IR: You describe the major parties in this context as “stewards of the commons” who almost inevitably experience crises in a “Society of Singularities”. Are major parties relics of the past?
Andreas Reckwitz: The major parties were characteristic of the “dominion of the commons” in industrial society. In a society that is quite homogeneous in any case, they were able to combine the interests of various milieus. Indeed, since the 1980s, a shift in political structures has accompanied the societal shift. One dimension is the singularisation of the party system. If you look at Scandinavia, the Netherlands, or more recently at France, this becomes especially clear: a number of new parties have arisen to address more closely networked milieus, but they develop a great identity-forming character. The major parties – the conservatives and the social democrats – lose when that happens.
IR: If you were a consultant for a major party, what strategy would you recommend? Enhancing the core brand and focusing on the base? Ultimately, one could also argue that a “Society of Singularities” is especially dependent on political forces that focus on what is common and what binds society together.
Andreas Reckwitz: There are two possibilities for such a singularised party system: either there is polarisation in which everybody insists on their own unique selling point, or a new culture of compromise arises among the many small segments of the party.

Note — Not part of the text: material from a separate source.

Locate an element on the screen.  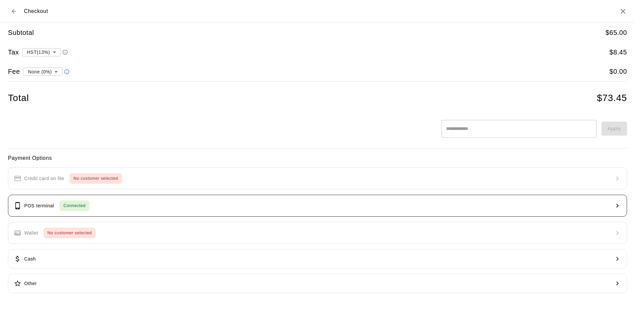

In the latter case, it matters little whether these compromises are reached within a single large party (the major party model) or among many small parties. You cannot simply advise the major parties to concentrate on their voter base. The fact that these bases are eroding is the very cause of the problem.
Generally, however, late modern politics in particular faces the question of a renaissance of commonality: society – business, technology, lifestyles – is singularising rapidly, but shouldn’t politics compensate for that development by creating common and generally applicable framework conditions? This affects the “cultural question” as well as the “social question”: the question of securing infrastructures, participation in social goods, and education for everyone, of securing basic standards and a generally observed level of civility on the internet. The question of what form a general policy should take as part of a Society of Singularities is the central question of the politics of the future.
The interview was conducted by Sebastian Enskat.
– translated from German –
Choose PDF format for the full version of this article including references.